"I hope you won't let Cecil instil his wretched Radical principles into the boy's mind before he's able to think for himself."
"He thinks for himself already," said Sophy, with a slight smile.
"Well—who knows? We may yet give another famous man to the Conservative cause," said Lady Wychcote, still gazing at Bobby. Then she said to him:
"Come to your grandmother, child."
Sophy impelled him forward, and he went slowly but steadily, and stood before the young-old lady, his hands behind him, his little stomach thrust forward. It was the true statesman's attitude. But Bobby was only wondering why the lady had black specks all over her face, and whether the bird on her brown velvet hat could cry "cuckoo" like the one in the nursery clock.
And to Sophy there came the words of Constance:
"Do, child, go to it, grandam, child:
Give grandam kingdom, and it' grandam will
Give it a plum, a cherry, and a fig."
For it galled her that Lady Wychcote should never have shown the least interest in the boy, until it had occurred to her that some day he might serve her ambition.
Chesney saw his mother for a few minutes before she went. He was languid but apparently quite normal. He exaggerated this languor, as later on he exaggerated a certain nervousness consequent on the fact that he dared not take as much morphia as he really wanted, fearing that Gaynor, at least, might suspect something, and well aware that a man under reduced doses of the drug shows symptoms of extreme weakness and restlessness. When she asked if he would see Craig Hopkins that afternoon, he replied good-humouredly:
"Bring in the performing poodles as soon as you like. Since I'm in for it, the show might as well begin promptly."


• _ACTIVITY_:
In the response, each entry below should appear again exactly as given.

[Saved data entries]
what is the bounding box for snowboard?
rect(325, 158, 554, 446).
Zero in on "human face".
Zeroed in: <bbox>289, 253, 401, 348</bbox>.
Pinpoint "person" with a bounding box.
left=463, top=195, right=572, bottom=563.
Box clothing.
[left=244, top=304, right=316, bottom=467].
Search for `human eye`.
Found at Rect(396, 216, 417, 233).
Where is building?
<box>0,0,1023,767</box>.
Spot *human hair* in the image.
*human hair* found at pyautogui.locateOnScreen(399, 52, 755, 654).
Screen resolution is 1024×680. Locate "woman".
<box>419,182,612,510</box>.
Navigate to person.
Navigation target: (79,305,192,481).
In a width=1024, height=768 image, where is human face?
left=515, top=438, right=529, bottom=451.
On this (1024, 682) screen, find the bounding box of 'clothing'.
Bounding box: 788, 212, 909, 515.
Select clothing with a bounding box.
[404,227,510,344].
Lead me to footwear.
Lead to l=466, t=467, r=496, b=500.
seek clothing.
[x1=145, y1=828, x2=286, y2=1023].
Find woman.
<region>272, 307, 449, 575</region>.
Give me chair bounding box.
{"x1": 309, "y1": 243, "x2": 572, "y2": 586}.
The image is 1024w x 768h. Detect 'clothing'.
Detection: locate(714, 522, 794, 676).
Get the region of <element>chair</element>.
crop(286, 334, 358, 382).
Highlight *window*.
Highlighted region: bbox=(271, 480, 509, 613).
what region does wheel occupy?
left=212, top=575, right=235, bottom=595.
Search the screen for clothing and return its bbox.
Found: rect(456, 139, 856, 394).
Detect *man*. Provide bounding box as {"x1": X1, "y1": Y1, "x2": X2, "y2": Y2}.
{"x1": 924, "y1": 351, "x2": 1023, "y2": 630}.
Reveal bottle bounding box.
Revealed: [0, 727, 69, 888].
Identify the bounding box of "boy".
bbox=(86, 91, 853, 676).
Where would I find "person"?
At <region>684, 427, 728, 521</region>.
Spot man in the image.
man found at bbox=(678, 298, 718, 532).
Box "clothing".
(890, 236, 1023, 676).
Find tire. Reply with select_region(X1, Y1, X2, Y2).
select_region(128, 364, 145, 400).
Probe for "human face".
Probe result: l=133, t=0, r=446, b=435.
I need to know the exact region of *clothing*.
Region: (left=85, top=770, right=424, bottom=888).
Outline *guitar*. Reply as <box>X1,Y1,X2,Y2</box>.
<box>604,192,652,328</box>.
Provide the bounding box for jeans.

• _ANSWER SPACE_:
what is the bounding box for snowboard?
rect(325, 158, 554, 446).
Zero in on "human face".
Zeroed in: <bbox>289, 253, 401, 348</bbox>.
Pinpoint "person" with a bounding box.
left=463, top=195, right=572, bottom=563.
Box clothing.
[left=244, top=304, right=316, bottom=467].
Search for `human eye`.
Found at Rect(396, 216, 417, 233).
Where is building?
<box>0,0,1023,767</box>.
Spot *human hair* in the image.
*human hair* found at pyautogui.locateOnScreen(399, 52, 755, 654).
Screen resolution is 1024×680. Locate "woman".
<box>419,182,612,510</box>.
Navigate to person.
Navigation target: (79,305,192,481).
In a width=1024, height=768 image, where is human face?
left=515, top=438, right=529, bottom=451.
On this (1024, 682) screen, find the bounding box of 'clothing'.
Bounding box: 788, 212, 909, 515.
Select clothing with a bounding box.
[404,227,510,344].
Lead me to footwear.
Lead to l=466, t=467, r=496, b=500.
seek clothing.
[x1=145, y1=828, x2=286, y2=1023].
Find woman.
<region>272, 307, 449, 575</region>.
Give me chair bounding box.
{"x1": 309, "y1": 243, "x2": 572, "y2": 586}.
The image is 1024w x 768h. Detect 'clothing'.
Detection: locate(714, 522, 794, 676).
Get the region of <element>chair</element>.
crop(286, 334, 358, 382).
Highlight *window*.
Highlighted region: bbox=(271, 480, 509, 613).
what region does wheel occupy?
left=212, top=575, right=235, bottom=595.
Search the screen for clothing and return its bbox.
Found: rect(456, 139, 856, 394).
Detect *man*. Provide bounding box as {"x1": X1, "y1": Y1, "x2": X2, "y2": Y2}.
{"x1": 924, "y1": 351, "x2": 1023, "y2": 630}.
Reveal bottle bounding box.
Revealed: [0, 727, 69, 888].
Identify the bounding box of "boy".
bbox=(86, 91, 853, 676).
Where would I find "person"?
At <region>684, 427, 728, 521</region>.
Spot man in the image.
man found at bbox=(678, 298, 718, 532).
Box "clothing".
(890, 236, 1023, 676).
Find tire. Reply with select_region(X1, Y1, X2, Y2).
select_region(128, 364, 145, 400).
Probe for "human face".
Probe result: l=133, t=0, r=446, b=435.
I need to know the exact region of *clothing*.
Region: (left=85, top=770, right=424, bottom=888).
Outline *guitar*. Reply as <box>X1,Y1,X2,Y2</box>.
<box>604,192,652,328</box>.
Provide the bounding box for jeans.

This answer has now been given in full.